When you check an integration at /admin/cron/ and click Save, ConfigView does five things in sequence:
  1. Stores secrets in Google Secret Manager (e.g. AWS_ACCESS_KEY).
  2. Creates database tables by running the integration’s createdb scripts.
  3. Registers a recurring schedule at your default time for every get script in the folder.
  4. Queues a one-shot first run of each script so data starts populating within minutes, not the next day.
  5. Reports success in the activity log at /admin/activity/.
If the first run fails (typically because secrets are wrong or the IAM policy is missing actions), the activity log captures the error. Fix the underlying issue and click Run Now on the affected script — no need to re-enable the whole integration.
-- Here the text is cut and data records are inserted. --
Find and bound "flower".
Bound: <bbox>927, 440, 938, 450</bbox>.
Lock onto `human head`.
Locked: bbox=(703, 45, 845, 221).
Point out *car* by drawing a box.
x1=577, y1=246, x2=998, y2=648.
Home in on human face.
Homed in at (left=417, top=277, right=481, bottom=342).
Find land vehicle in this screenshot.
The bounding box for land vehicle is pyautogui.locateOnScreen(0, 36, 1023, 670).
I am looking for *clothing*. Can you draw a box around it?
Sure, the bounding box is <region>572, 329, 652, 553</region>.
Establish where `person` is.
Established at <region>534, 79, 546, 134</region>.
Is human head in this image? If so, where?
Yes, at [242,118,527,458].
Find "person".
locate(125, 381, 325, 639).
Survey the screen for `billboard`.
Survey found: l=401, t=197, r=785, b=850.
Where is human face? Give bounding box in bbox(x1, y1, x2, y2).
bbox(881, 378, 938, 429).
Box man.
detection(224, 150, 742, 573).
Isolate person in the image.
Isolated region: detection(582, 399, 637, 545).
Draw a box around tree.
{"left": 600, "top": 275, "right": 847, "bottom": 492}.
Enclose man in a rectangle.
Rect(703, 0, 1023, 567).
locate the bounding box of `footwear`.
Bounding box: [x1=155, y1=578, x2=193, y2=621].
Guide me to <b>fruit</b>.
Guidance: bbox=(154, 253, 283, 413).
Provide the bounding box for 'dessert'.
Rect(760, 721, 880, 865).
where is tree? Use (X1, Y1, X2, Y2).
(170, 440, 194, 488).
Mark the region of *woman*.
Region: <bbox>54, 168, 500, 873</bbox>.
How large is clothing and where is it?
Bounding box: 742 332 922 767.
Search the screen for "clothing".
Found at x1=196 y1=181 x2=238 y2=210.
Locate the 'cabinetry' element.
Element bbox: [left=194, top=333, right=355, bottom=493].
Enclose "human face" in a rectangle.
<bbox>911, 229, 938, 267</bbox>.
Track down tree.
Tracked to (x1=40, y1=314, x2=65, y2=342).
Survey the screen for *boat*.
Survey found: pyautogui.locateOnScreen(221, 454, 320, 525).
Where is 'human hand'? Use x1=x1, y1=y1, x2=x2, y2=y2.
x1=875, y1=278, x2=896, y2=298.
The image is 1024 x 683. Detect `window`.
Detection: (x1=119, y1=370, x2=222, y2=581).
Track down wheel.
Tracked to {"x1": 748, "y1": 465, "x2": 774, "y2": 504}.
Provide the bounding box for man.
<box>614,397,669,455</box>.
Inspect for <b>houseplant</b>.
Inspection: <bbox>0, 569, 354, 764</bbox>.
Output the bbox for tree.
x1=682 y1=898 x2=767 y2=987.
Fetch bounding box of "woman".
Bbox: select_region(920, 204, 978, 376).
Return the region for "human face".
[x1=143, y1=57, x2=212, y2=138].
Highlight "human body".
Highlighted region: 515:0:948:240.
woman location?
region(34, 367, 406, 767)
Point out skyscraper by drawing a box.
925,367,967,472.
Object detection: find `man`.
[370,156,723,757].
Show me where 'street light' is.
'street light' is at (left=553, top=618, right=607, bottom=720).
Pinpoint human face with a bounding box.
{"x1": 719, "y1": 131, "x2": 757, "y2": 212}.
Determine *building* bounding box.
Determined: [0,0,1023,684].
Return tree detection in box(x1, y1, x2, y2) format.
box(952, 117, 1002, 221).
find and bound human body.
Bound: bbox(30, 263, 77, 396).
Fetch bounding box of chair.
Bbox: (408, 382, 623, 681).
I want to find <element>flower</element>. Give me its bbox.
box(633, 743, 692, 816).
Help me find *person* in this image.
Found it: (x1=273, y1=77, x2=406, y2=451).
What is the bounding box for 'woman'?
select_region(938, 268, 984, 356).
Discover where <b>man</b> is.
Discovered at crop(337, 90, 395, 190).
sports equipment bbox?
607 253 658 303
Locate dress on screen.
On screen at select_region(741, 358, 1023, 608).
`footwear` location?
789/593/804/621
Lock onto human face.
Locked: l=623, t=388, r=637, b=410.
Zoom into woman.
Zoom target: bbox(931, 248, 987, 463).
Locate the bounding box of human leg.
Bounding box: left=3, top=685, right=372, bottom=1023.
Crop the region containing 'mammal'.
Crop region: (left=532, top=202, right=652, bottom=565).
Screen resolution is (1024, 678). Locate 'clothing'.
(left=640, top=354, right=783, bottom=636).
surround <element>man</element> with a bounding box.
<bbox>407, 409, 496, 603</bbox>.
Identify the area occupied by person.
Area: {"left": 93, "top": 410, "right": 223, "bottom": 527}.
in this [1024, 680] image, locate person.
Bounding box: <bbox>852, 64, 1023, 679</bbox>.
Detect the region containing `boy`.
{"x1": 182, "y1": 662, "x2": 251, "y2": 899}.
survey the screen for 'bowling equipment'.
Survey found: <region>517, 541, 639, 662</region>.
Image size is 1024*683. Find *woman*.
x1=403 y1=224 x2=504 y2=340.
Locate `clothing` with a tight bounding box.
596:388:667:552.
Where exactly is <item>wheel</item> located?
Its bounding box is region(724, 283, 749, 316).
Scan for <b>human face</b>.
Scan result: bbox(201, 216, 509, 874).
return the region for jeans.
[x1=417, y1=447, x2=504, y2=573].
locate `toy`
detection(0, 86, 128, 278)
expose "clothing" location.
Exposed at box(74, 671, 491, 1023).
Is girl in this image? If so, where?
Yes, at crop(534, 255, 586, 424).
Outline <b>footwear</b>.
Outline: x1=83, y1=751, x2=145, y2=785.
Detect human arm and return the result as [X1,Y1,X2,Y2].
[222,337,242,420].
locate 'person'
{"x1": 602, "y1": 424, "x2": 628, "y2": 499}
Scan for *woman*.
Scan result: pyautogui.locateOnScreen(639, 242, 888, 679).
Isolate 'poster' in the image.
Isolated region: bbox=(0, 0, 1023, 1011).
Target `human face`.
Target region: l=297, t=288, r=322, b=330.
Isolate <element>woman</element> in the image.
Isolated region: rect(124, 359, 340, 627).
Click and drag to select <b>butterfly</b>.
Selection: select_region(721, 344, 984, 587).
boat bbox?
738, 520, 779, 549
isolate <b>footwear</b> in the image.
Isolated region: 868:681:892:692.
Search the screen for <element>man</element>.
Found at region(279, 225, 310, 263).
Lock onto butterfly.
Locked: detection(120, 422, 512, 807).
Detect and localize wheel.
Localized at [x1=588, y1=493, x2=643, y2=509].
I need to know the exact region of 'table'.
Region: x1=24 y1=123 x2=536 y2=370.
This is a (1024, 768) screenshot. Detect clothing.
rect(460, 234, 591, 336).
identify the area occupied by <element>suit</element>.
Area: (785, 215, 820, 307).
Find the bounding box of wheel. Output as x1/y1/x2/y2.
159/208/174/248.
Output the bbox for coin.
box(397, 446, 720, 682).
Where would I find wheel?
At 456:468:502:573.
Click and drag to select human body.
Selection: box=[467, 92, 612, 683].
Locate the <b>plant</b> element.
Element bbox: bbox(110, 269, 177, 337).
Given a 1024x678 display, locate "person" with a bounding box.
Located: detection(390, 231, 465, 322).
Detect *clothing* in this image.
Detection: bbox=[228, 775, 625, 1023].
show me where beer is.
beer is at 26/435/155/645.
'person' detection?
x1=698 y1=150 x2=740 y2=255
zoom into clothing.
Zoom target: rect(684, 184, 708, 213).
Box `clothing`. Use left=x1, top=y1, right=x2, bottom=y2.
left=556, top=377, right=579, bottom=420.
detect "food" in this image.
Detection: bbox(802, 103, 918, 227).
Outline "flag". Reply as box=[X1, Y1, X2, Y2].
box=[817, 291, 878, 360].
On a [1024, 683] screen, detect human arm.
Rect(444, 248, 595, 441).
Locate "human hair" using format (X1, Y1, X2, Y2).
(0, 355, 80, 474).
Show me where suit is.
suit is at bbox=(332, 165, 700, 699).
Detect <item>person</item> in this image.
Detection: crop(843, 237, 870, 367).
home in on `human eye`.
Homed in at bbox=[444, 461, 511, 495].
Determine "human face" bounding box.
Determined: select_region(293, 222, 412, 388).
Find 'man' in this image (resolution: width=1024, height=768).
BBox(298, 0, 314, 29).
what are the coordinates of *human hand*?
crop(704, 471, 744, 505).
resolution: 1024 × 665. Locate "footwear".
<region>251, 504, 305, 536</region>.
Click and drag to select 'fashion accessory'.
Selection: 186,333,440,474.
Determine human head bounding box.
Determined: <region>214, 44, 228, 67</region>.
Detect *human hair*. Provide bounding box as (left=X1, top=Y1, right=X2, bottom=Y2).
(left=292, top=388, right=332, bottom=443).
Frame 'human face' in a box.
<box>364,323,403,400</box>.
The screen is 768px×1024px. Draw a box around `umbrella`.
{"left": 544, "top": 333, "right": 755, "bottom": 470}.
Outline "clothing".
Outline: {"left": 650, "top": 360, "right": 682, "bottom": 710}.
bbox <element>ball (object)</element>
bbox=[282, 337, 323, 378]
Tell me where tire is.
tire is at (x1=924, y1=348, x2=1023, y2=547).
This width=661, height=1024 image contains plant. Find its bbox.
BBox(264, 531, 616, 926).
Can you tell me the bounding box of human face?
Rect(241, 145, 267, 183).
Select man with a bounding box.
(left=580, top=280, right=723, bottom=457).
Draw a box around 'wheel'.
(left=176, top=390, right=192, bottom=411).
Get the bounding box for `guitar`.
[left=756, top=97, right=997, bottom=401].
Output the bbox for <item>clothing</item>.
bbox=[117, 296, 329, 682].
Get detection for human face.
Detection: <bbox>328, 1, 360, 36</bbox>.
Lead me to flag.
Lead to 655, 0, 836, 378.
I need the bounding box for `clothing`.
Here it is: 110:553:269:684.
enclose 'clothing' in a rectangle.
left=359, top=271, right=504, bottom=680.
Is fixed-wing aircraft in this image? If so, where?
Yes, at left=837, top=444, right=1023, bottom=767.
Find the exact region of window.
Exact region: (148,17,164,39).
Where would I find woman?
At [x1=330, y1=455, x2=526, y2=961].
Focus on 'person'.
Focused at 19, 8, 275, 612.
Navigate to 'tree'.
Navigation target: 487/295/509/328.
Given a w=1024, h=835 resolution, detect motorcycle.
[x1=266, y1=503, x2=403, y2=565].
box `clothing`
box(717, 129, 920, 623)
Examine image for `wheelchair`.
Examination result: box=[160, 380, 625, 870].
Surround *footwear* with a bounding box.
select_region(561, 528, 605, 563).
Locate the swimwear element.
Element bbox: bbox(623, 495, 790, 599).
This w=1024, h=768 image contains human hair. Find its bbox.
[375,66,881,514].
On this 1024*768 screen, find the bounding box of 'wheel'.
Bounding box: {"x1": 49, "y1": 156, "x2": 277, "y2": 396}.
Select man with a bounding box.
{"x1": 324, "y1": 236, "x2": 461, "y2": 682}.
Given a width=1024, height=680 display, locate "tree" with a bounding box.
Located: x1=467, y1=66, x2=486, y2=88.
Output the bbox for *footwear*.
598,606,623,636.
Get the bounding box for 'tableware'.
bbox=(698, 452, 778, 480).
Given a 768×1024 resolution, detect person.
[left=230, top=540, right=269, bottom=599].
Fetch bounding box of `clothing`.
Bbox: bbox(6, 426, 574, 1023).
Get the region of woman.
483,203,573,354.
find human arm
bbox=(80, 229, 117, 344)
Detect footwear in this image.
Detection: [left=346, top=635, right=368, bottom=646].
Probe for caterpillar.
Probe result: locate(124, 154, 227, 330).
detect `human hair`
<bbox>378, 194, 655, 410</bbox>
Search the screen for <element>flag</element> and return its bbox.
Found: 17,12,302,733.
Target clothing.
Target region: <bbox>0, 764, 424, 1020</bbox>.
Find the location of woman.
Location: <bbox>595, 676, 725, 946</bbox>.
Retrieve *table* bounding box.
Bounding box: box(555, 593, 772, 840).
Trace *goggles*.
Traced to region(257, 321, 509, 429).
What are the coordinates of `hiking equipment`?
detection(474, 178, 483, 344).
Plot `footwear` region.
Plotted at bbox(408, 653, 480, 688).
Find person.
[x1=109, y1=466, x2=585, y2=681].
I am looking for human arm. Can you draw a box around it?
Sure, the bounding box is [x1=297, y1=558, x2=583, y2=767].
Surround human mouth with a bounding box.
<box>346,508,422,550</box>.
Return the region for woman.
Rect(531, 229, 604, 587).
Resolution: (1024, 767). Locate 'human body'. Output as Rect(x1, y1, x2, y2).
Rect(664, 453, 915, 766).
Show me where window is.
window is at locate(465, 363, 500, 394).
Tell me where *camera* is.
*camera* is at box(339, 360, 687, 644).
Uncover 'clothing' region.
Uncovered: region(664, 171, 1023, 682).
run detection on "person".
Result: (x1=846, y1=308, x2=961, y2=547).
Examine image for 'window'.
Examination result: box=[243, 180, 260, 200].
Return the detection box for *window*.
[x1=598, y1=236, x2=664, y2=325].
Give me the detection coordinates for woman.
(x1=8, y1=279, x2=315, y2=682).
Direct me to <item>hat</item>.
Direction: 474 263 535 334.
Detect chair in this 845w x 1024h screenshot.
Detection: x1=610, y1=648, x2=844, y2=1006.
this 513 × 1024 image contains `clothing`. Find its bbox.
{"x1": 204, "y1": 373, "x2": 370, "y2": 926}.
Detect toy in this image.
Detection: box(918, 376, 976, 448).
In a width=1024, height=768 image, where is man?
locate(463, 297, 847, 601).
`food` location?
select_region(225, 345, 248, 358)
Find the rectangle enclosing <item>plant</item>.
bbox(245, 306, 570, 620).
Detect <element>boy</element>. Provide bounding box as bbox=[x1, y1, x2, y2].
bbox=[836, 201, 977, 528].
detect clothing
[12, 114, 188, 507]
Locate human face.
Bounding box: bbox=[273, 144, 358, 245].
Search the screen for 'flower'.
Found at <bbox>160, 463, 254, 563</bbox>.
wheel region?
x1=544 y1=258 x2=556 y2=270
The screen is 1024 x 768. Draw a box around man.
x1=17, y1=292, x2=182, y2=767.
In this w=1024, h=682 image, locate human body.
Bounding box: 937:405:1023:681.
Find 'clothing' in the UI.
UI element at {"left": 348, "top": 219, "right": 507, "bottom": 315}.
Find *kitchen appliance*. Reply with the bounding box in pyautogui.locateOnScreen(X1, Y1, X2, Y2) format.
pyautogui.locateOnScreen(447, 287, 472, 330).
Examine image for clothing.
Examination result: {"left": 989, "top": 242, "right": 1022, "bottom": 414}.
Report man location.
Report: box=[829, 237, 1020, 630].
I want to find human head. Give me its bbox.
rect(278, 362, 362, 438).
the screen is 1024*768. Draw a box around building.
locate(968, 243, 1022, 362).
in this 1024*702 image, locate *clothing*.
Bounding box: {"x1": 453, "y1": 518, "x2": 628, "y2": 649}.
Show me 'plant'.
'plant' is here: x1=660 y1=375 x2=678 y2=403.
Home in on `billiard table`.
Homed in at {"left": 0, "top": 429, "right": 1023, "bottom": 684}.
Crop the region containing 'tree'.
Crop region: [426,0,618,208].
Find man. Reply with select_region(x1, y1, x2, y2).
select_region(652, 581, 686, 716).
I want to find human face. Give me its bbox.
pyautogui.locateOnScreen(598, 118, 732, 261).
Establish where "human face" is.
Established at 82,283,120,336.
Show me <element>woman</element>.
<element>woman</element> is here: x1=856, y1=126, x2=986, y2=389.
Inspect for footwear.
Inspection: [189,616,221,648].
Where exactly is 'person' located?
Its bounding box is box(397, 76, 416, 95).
What happens when new scripts ship

ConfigView’s master scripts repository updates roughly once per release. When a new get script lands in a folder you’ve already enabled:
  1. The master-scripts sync (running every 5 minutes in the background) detects the new file.
  2. It copies the script into your runtime directory and runs the matching createdb to create the new table.
  3. It automatically registers the script at your default run time — no per-script click required.
  4. The script will fire at the next scheduled time (or sooner if jitter places it earlier in the window).
This means new ConfigView features show up in your dashboard as new tables, on the same schedule as everything else, with zero manual setup.

Pausing and resuming

To temporarily disable a script without losing its configured schedule:
  • Use the Stop button on the script’s row.
  • The cron job is removed from the active scheduler but its cron_job row is preserved.
  • Click Start to resume.
To disable an entire integration (e.g., during an infrastructure migration), uncheck the folder at the top of /admin/cron/. This pauses every script in the folder and drops the corresponding tables. Re-checking the folder re-creates the tables and re-registers the schedules.
Uncheck-and-recheck will drop and recreate the tables, which means historical run_at data inside those tables is lost. If you’re disabling temporarily to skip a maintenance window, stop the individual scripts instead.

Troubleshooting

SymptomLikely causeFix
Tables exist but never populateSchedule was never registered (script pre-dates default-schedule feature)Backend migration auto-backfills — restart of backend completes it. Or manually run Run Now.
Script silently returns 0 rowsIAM policy missing an action the script callsCheck activity log at /admin/activity/. Look for AccessDenied messages and add the missing action to your IAM policy.
Script runs at the wrong wall-clock time after Nov / MarDST transition (schedule is UTC-anchored)Adjust the default for the new season, or override the affected scripts.
Two scripts firing at the same instant cause errorsShould not happen — jitter is built inConfirm jitter=600s in scheduler logs. Report if you see synchronized firing.